BY MULUGETA GUDETA
Until the end of the 20th century, the movie scene in Ethiopia was largely dominated by foreign or Western stereotypes. The films were 100 per cent imported from America or India. Unfortunately, there was not a single school of arts until very recently and even now the country does not have a single institute or academy of motion pictures.
Movies are made by amateurs with raw talents and too much passion for success.If we look at filmmaking as a business, investment in this sector is very low and there is no incentive to develop the sector. Government does not spend a penny to sponsor or support filmmaking and yet, no country particularly in Africa, has developed the industry without state support to cinema as part of national culture.
However, the last two decades have proved that success does not come with passion or by imitating foreign models alone. Ethiopian movies therefore need to be based on Ethiopian realities, local themes based on the available cultural and historical materials.
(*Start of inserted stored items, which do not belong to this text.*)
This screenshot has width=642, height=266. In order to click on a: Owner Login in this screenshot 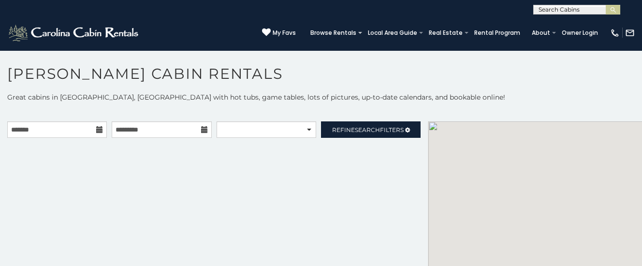, I will do `click(579, 33)`.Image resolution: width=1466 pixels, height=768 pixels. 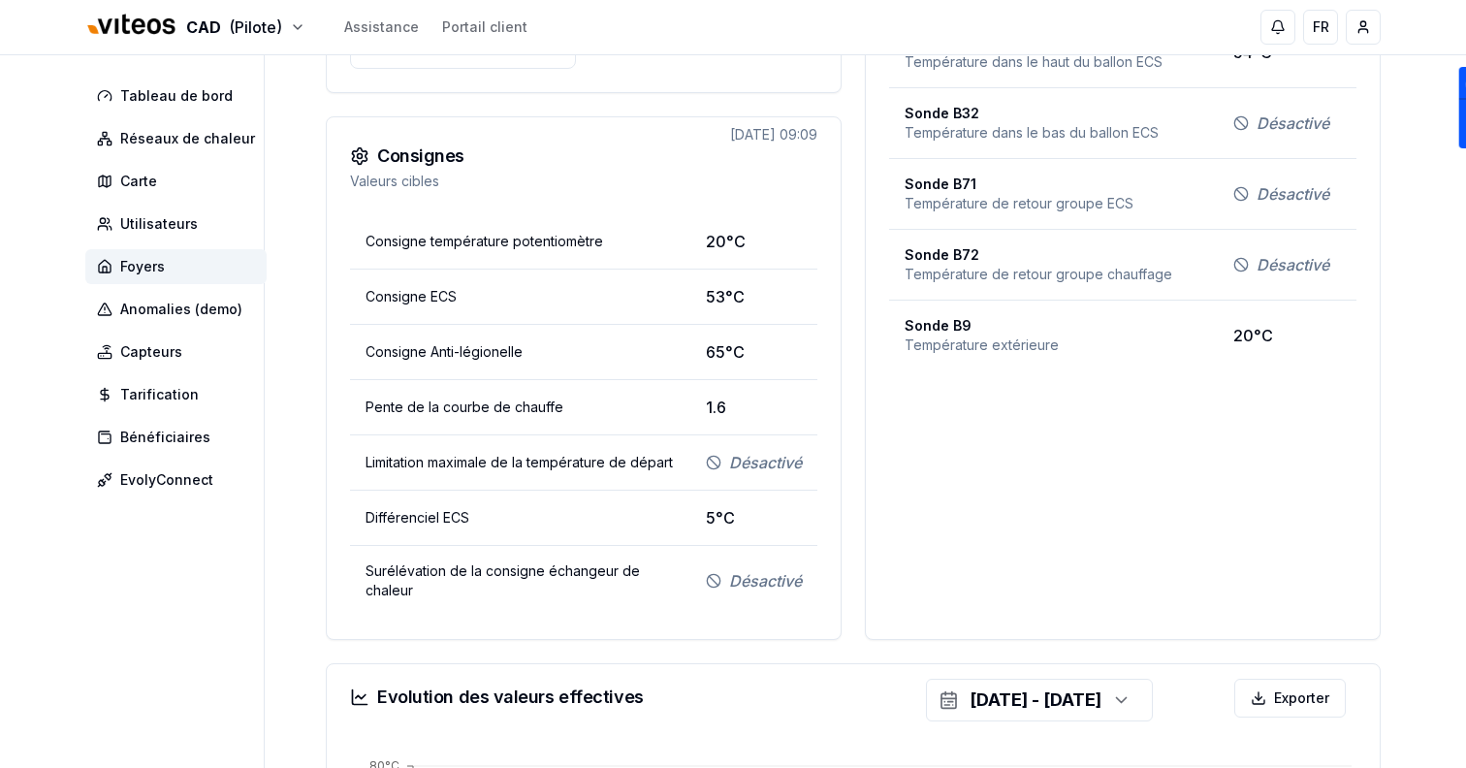 I want to click on span: Foyers, so click(x=143, y=267).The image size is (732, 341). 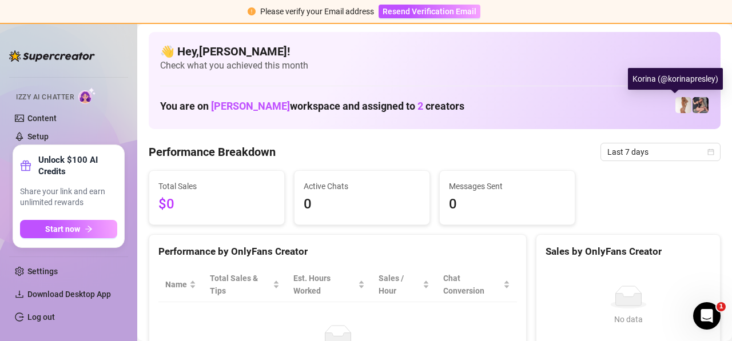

In other words, local movie makers need to change track and adopt local colors even if it is practically impossible to be one hundred per cent Ethiopian in the business due to the above limitations and the negative impacts of foreign or Western stereotypes.
There is too much music, too many pictures, too much sound and too much fury in this world of ours in these troubled times. Local and global television channels are filled with them and there is a kind of artistic convergence at the global level. Music styles and even movies styles are similar despite the diverging cultures. Music genres are imitating one another.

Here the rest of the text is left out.